[DATASET RECORDS Boundary: Start]

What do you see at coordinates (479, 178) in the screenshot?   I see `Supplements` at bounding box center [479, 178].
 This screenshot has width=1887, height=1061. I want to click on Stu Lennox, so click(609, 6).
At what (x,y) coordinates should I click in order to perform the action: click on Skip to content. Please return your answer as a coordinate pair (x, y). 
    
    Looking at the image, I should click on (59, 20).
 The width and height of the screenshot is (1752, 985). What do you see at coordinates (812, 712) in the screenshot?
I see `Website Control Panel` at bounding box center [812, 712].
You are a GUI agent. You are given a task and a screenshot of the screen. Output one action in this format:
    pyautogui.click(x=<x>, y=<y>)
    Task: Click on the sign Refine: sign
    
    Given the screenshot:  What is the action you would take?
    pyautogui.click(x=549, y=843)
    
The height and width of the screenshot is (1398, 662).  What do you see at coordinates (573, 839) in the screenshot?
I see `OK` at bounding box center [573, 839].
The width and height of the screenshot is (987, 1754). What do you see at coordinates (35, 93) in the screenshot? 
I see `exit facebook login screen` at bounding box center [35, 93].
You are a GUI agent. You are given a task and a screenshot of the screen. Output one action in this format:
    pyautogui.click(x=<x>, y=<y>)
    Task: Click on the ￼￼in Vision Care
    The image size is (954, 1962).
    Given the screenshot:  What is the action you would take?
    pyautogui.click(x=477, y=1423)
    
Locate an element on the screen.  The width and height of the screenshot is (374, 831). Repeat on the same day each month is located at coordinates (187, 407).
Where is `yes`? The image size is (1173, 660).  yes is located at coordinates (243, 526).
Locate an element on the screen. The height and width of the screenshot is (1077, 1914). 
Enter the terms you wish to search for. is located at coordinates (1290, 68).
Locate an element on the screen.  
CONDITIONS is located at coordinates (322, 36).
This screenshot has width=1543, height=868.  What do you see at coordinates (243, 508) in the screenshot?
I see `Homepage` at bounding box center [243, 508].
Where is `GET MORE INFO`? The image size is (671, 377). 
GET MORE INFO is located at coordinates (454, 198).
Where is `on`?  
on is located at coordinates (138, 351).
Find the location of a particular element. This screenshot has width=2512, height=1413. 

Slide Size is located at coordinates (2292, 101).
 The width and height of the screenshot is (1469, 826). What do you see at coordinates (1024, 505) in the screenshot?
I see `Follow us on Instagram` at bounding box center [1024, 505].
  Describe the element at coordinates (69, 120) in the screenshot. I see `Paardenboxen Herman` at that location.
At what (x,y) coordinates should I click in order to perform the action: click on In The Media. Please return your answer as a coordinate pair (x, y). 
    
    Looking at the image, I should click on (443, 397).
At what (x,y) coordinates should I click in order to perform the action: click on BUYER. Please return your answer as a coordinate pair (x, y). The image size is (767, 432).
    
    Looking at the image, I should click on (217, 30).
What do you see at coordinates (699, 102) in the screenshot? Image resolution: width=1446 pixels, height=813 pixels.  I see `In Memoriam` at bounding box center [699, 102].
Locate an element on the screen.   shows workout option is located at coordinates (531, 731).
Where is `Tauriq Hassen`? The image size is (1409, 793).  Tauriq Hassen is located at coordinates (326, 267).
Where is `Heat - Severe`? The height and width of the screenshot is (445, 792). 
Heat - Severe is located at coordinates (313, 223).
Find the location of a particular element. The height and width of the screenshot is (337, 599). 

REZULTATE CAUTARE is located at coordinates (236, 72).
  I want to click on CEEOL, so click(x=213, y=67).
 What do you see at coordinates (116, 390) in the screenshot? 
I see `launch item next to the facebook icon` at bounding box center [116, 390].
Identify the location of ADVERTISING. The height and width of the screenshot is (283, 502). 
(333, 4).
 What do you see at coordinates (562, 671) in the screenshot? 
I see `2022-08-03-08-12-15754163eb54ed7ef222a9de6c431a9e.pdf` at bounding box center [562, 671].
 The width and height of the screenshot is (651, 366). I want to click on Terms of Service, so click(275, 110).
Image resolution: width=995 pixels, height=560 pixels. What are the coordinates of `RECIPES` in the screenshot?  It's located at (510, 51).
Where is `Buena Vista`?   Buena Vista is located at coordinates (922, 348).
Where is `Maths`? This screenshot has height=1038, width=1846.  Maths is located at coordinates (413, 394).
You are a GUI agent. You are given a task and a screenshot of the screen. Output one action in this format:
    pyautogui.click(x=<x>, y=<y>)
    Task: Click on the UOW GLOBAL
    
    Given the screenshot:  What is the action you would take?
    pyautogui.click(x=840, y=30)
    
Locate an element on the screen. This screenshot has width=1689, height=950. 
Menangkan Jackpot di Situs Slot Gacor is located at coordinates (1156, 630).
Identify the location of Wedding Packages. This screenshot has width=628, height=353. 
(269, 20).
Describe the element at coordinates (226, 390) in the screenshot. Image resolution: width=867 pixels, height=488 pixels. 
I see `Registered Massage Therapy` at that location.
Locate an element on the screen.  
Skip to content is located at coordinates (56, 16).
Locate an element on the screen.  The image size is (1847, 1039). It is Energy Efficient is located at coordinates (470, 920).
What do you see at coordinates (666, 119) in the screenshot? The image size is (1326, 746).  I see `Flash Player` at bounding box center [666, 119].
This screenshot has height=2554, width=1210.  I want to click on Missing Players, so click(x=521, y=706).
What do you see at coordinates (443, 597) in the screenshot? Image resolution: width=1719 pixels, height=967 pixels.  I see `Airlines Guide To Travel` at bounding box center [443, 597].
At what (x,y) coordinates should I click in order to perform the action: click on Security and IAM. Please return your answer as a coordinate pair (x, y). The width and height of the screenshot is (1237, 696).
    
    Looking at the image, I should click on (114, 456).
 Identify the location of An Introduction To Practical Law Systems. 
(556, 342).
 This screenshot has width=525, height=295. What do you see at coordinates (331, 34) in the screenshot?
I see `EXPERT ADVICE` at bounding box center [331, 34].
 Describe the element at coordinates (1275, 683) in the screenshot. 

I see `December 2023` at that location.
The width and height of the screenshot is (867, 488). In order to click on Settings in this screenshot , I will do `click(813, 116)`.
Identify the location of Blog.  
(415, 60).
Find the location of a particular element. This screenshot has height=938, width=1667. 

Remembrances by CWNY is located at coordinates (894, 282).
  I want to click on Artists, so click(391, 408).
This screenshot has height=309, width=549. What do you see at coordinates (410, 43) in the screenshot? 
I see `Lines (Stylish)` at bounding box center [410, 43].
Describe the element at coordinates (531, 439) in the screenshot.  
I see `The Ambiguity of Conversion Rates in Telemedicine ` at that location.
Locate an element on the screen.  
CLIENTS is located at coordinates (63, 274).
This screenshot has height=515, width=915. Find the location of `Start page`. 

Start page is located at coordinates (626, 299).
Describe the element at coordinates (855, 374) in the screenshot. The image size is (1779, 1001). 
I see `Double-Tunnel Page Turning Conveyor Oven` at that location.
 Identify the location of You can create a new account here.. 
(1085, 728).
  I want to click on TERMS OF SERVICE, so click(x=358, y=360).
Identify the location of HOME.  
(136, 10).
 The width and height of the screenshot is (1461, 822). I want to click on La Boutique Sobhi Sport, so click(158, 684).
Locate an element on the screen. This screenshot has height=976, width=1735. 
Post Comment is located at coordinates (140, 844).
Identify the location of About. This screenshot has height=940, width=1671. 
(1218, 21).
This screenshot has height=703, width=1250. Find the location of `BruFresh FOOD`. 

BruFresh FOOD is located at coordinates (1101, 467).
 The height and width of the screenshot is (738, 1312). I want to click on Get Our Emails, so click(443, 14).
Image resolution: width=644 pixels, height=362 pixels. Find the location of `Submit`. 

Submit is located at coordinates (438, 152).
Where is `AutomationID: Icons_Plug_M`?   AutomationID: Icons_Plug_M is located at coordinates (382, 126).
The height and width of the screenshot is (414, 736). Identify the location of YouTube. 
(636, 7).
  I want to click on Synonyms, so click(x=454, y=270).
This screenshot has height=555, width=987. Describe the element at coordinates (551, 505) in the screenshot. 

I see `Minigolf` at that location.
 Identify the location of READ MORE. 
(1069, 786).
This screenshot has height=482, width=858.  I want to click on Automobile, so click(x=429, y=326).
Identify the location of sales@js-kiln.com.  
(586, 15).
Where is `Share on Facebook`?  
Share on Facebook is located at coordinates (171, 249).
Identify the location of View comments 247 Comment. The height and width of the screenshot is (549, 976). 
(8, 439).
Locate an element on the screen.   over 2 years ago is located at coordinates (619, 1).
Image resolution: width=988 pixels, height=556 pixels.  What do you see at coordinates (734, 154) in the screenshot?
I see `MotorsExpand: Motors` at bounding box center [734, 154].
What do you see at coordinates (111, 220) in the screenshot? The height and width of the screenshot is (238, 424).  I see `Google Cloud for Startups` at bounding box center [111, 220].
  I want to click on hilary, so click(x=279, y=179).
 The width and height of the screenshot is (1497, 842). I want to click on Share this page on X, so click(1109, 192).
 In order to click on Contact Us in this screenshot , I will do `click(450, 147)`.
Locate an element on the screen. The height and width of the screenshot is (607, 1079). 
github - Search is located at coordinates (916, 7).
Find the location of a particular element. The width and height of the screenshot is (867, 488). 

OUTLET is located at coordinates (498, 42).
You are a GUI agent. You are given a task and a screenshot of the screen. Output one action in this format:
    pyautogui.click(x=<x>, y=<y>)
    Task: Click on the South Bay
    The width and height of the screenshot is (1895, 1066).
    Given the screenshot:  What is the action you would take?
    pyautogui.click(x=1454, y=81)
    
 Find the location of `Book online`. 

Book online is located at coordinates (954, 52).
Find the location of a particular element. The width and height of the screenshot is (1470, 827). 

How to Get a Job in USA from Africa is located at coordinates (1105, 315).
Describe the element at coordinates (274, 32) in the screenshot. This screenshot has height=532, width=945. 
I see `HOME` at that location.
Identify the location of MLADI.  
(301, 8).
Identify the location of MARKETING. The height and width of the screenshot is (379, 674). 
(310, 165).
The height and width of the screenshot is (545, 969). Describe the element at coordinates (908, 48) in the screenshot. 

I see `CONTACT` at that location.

[DATASET RECORDS Boundary: End]

» **PROBLEM**: Count how many lines above hold the word "will", then reply with that number alone.

» **WRITTEN SOLUTION**: 2